[lit-ideas] Re: Violence as Destruction of Doubt

  • From: "Andy Amago" <aamago@xxxxxxxxxxxxx>
  • To: lit-ideas@xxxxxxxxxxxxx, lit-ideas@xxxxxxxxxxxxx
  • Date: Fri, 16 Sep 2005 08:25:20 -0400

> [Original Message]
> From: John McCreery <mccreery@xxxxxxx>
> To: <lit-ideas@xxxxxxxxxxxxx>
> Date: 9/16/2005 8:31:07 PM
> Subject: [lit-ideas] Re: Violence as Destruction of Doubt
>
>
> On 2005/09/16, at 15:01, Eric Yost wrote:
>
> > There you go. Another theory. Doesn't require the unconscious. Plus  
> > it has some empirical backing.
>
>
> Good point. I wonder, though, if we shouldn't introduce a bit more  
> rigor into the way we use terms like "the unconscious."
>
> In, for example, The New Essays on Human Understanding, Leibniz  
> observes, contra Locke, that perception cannot be entirely a matter  
> of conscious awareness. He cites, for example, being wakened from  
> sleep. The perception of the stimulus that wakes us begins before we  
> become conscious of it; else, we would not wake at all.
>
> This view has now, I believe, become quite widely accepted by  
> cognitive scientists and neurophysiologists who point to the huge  
> amount of information processing that goes on in simple acts like  
> walking across a room of which we are rarely if ever aware.
>
> As I understand it, there is in Freudian thought a distinction  
> between two types of unconscious, the preconscious (below the level  
> of active awareness, the sort of thing that Leibniz and the cognitive  
> scientists seem to be pointing) and the subconscious, conceived of in  
> psychoanalytic theory as a body of material actively suppressed  
> because it conflicts with the normative demands of the Superego, the  
> embodiment of social norms learned through parental example and  
> instruction. 


A.A. My understanding of the unconscious is the processing that goes on
under the surface, and also the material that is suppressed.  The Superego
I have a problem with because it's not always positive.  Much of what
Marlena was talking about as self hate is the Superego; I believe, but
don't quote me, that today the Superego has been renamed introjected
messages (you're stupid, you're always losing things, etc.).  We
internalize those messages and so learn to turn the hate against ourselves,
but, for splitting purposes, we also hate the person who's making us feel
bad.  Later, we "see" that original person in others and that's when they
suddenly hate us.  Bingo, paranoia and war, among other negative states.  

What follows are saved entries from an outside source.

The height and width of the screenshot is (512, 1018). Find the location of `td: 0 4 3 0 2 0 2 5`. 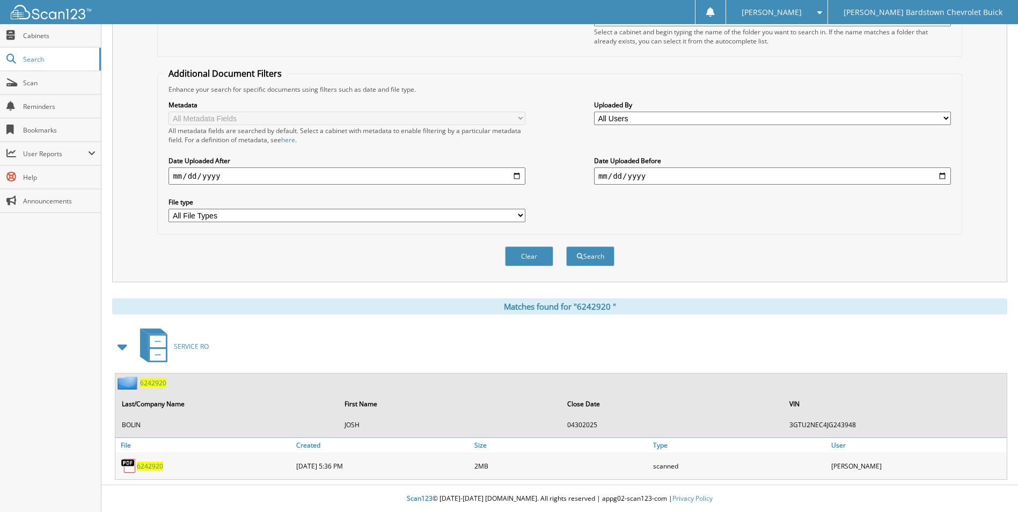

td: 0 4 3 0 2 0 2 5 is located at coordinates (672, 425).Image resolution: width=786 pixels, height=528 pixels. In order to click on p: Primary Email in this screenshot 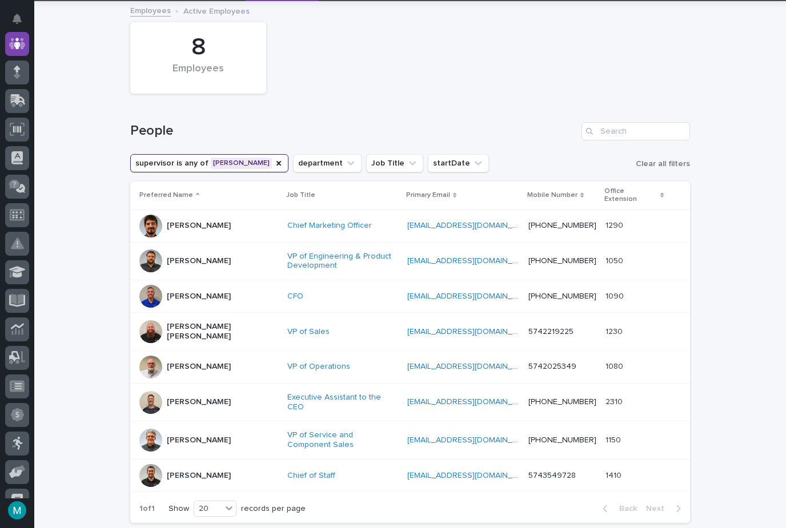, I will do `click(428, 195)`.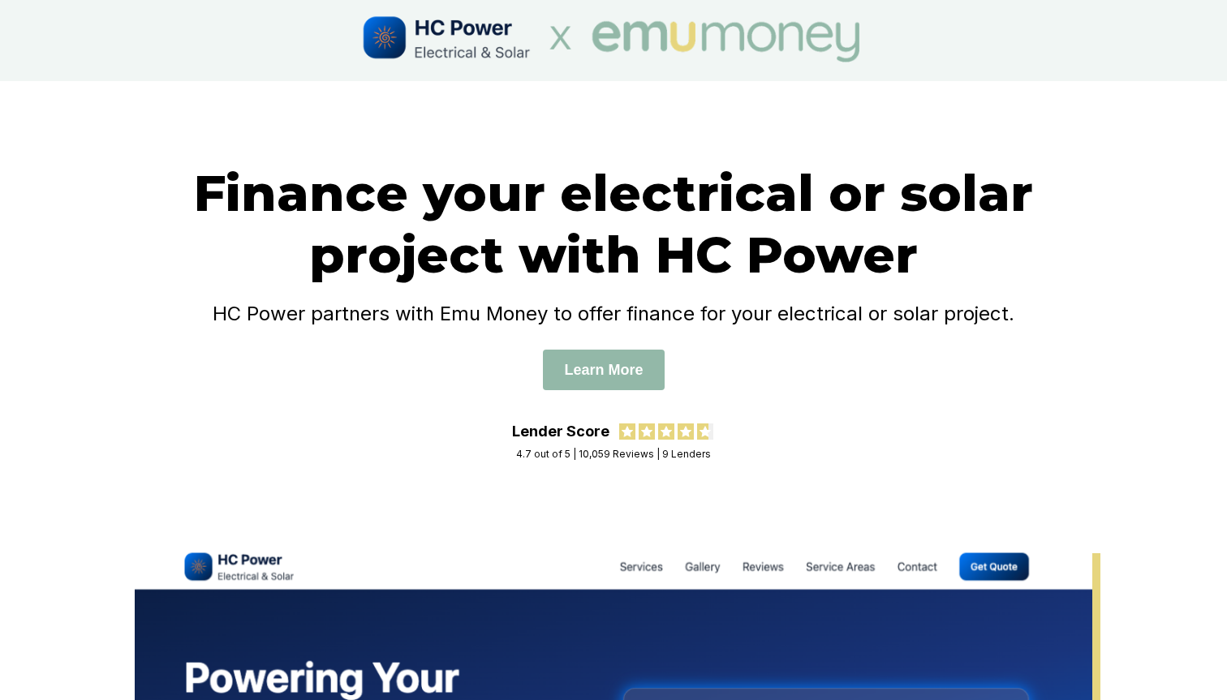 The height and width of the screenshot is (700, 1227). What do you see at coordinates (561, 431) in the screenshot?
I see `div: Lender Score` at bounding box center [561, 431].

In strictly Freudian psychoanalysis there is the further  
> idea that subconscious materials largely have to do with sex and  
> aggression. Jung goes off in another direction, envisioning the  
> subconscious as composed of the Archetypes that make up the  
> Collective Unconscious.


A.A. These to me are silly.  I don't know enough about Piaget to say
anything meaningful except possibly to ask why people get stuck at stages
of development.  Sounds like that would tie in somehow with suppressed
information (not wanting to believe the parent is bad)  but I can't say. 
I'm still wondering why the prejudice against unconsciously held material. 
That's all I have time for now, I'm running out the door.  See you all
later.


Andy Amago


>
> I am not advocating any of these specifically psychoanalytic notions  
> or theories that build on them to "explain" religion. I am, however,  
> suggesting that casually tossing around the word "unconscious" does  
> little to advance understanding of religion or anything else.